Repeal of Training Regulation Eases Pressure on Volunteer Departments
Throughout all of rural and suburban Ontario, the provincial fire service depends on volunteer firefighters.
These are men and women who offer to be available at a moment’s notice to respond to emergencies in their community. They receive either no pay or a modest honorarium, and they give uncounted hours to training and preparedness, as well as to maintaining their stations and equipment. They visit schools and raise funds or collect food for causes that matter to their communities. They leave their families in the dead of night, during a holiday meal, a birthday celebration, or on a Saturday morning.
The provincial government calculates that a full 90 percent of Ontario’s municipalities count on volunteer responders.
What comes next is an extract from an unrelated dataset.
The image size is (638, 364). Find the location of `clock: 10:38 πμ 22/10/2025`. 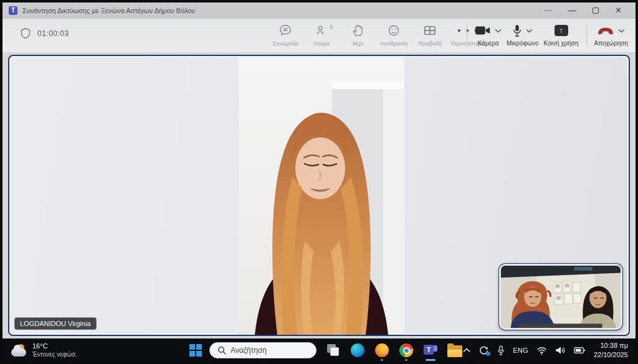

clock: 10:38 πμ 22/10/2025 is located at coordinates (611, 350).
Some welcome relief is in store for Ontario’s volunteer firefighters and the communities that rely on them thanks to the new government’s decision to repeal Fire Certification Regulation 379/18.
This regulation was developed in response to three separate coroner’s inquests, which recommended that the province establish mandatory credentials specifically for the trainers, inspectors, and fire prevention officers at work in the fire service. However, with little notice or public consultation, Regulation 379/18 went miles further by requiring all volunteer firefighters to complete more than 225 hours of training within a two-year internship period.
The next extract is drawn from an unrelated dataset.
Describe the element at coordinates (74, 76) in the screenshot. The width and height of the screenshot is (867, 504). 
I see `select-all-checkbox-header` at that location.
The decision by Michael Tibollo, the minister of community safety and correctional services, to put the regulation on hold was a reasonable step. The minister has opted to pause the implementation of a regulation that was rushed and filled with significant consequence. In the meantime, volunteer and full-time firefighters can continue to train to the National Fire Protection Association standards.
As mentioned, the key benefit in cancelling this regulation seems to have been consideration of the recruitment challenges faced by volunteer departments. But there is more that can be done by the province to support the many municipalities that are struggling to attract new volunteers to meet their departments’ needs.